Rose Crompton rounds up bike-related stats and facts to make your pulse race with fear, excitement or downright bewilderment. Prepare to be enlightened…
The most…
Broken bones in a lifetime
Rather unsurprisingly this Guinness World Record is held by US motorbike stuntman, Evel Knievel, who managed to smash an incredible 35 of the 206 bones in his body before his retirement in 1975, totalling a record-breaking 433 fractures, which saw him rack up 36 months’ hospital time, recovering from his various injuries. During his career, Knievel attempted over 75 ramp-to-ramp motorcycle jumps including a failed attempt to clear Snake River Canyon, Idaho, in a steam-powered rocket in 1974. Knievel died, somewhat ironically, of pulmonary disease in Clearwater, Florida, aged 69. He was inducted into the Motorcycle Hall of Fame in 1999.
The first…
Chip-fat fuelled bike to travel around Australia
Cooking oil has many uses, but weirdly enough, they all tend to centre around food… at least that’s what we though. Enter Aussie ABR Paul Carter, who proved cooking oil is good for more than just a fry-up when he became the first person to travel around Australia on a motorbike fuelled by the stuff. Teaming up with the University of Adelaide to create the chip-fat fulled bike, ex-oil rig worker Carter wanted to prove that alternative energy sources are a real consideration.
“I was an Earth-raping eco-vandal for over 20 years, working on drilling rigs; I love oil and gas but wanted to make a point about the potential use of used cooking oil into biodiesel,” explains Carter. “It’s not sustainable at the pump, but it could be used to run public transport or road freight in Australia.
If you take all the fast-food restaurants and add up the total volume of used cooking oil that gets dumped into landfill each year, the cost of turning it into fuel is considerably cheaper than conventional diesel production and it produces on average 60 percent less carbon emissions.

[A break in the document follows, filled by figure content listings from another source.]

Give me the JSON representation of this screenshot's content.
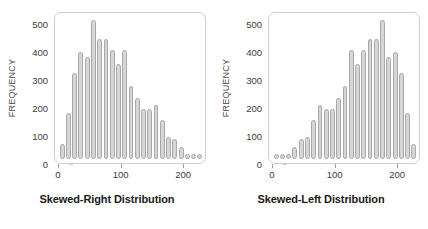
{
  "figure": {
    "background_color": "#ffffff",
    "bar_fill_color": "#d6d6d6",
    "bar_stroke_color": "#a8a8a8",
    "frame_color": "#cfcfcf",
    "text_color": "#3b3b3b",
    "caption_color": "#1a1a1a"
  },
  "chart_data": [
    {
      "type": "bar",
      "title": "Skewed-Right Distribution",
      "xlabel": "",
      "ylabel": "FREQUENCY",
      "ylim": [
        0,
        530
      ],
      "xlim": [
        -5,
        232
      ],
      "grid": false,
      "legend": false,
      "ytick_labels": [
        "0",
        "100",
        "200",
        "300",
        "400",
        "500"
      ],
      "ytick_values": [
        0,
        100,
        200,
        300,
        400,
        500
      ],
      "xtick_labels": [
        "0",
        "100",
        "200"
      ],
      "xtick_values": [
        0,
        100,
        200
      ],
      "categories": [
        5,
        15,
        25,
        35,
        45,
        55,
        65,
        75,
        85,
        95,
        105,
        115,
        125,
        135,
        145,
        155,
        165,
        175,
        185,
        195,
        205,
        215,
        225
      ],
      "values": [
        55,
        170,
        315,
        395,
        375,
        510,
        440,
        440,
        400,
        350,
        400,
        270,
        225,
        185,
        185,
        200,
        145,
        80,
        75,
        45,
        10,
        10,
        10
      ]
    },
    {
      "type": "bar",
      "title": "Skewed-Left Distribution",
      "xlabel": "",
      "ylabel": "FREQUENCY",
      "ylim": [
        0,
        530
      ],
      "xlim": [
        -5,
        232
      ],
      "grid": false,
      "legend": false,
      "ytick_labels": [
        "0",
        "100",
        "200",
        "300",
        "400",
        "500"
      ],
      "ytick_values": [
        0,
        100,
        200,
        300,
        400,
        500
      ],
      "xtick_labels": [
        "0",
        "100",
        "200"
      ],
      "xtick_values": [
        0,
        100,
        200
      ],
      "categories": [
        5,
        15,
        25,
        35,
        45,
        55,
        65,
        75,
        85,
        95,
        105,
        115,
        125,
        135,
        145,
        155,
        165,
        175,
        185,
        195,
        205,
        215,
        225
      ],
      "values": [
        10,
        10,
        10,
        45,
        75,
        80,
        145,
        200,
        185,
        185,
        225,
        270,
        400,
        350,
        400,
        440,
        440,
        510,
        375,
        395,
        315,
        170,
        55
      ]
    }
  ]
}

We got that bike around 12, 500 miles of Australia on 600 litres of cooking oil.” Now that’s mind-blowing in itself. With a top speed of only 60mph, Carter’s bio-fuel bike was composed of parts from several motorcycles – a 12-year-old Italian Cagiva W16 running an eight horsepower Yanmar LP 400 single diesel irrigation pump motor that was simply welded to the frame – it was, as Carter aptly puts it, a “Frankenstein Bike” that turned out to be very uncomfortable to ride.
“She was a pig, a shuddering painful death-pig,” he reminisces. “She tried to kill me, she tried to shove her left handlebar up my arse, she put me in Longreach hospital for four days with cracked ribs and a damaged rotator cup, she made me beg, but I loved her.” That love and perseverance saw Carter ride her from sun up to sundown to complete the 11week mission, even though he suffered nerve damage from the violent shaking of the bike months after he returned home.
Saving the world on two wheels sounds like a lot of hard work! Read about Paul’s adventure in Is That Bike Diesel, Mate? (Nicholas Brealey Publishing), £9.99 from all good book stores.
The number of…
UK speed cameras
There are currently 2,331-speed cameras in the UK, but did you know that only one in six actually contains filming equipment? The RAC Foundation discovered under the Freedom of Information Act that only 487 cameras in the whole country actually take photographs of speeding motorists. The Big Brother effect seems to be working, though, because whether we like it or not, the gut reaction when we spot a yellow box is to ease off the throttle. Not that we’d ever condone speeding, of course.
The worst…
Celebrity rider
I’ll apologise now if this next bit of info bursts anyone’s childhood bubble, but did you know that Henry Winkler aka, Happy Days’ ‘The Fonz’, couldn’t actually ride a motorbike? According to Winkler, his acute dyslexia meant his coordination wasn’t up to scratch. His first ride on the Happy Days motorcycle ended in disaster when he “gunned it” and crashed into the sound van.
“They took the bike out first, because they[’d] rented [it], then asked if I was okay… for the next 10 years they put me on a board on wheels and pulled me so I looked like I was [riding]. I’ve never ridden a motorcycle again in my life,” admitted Winkler in a TV interview. As much as we love Fonzie, he’s definitely lost some of his cool. Aaayy!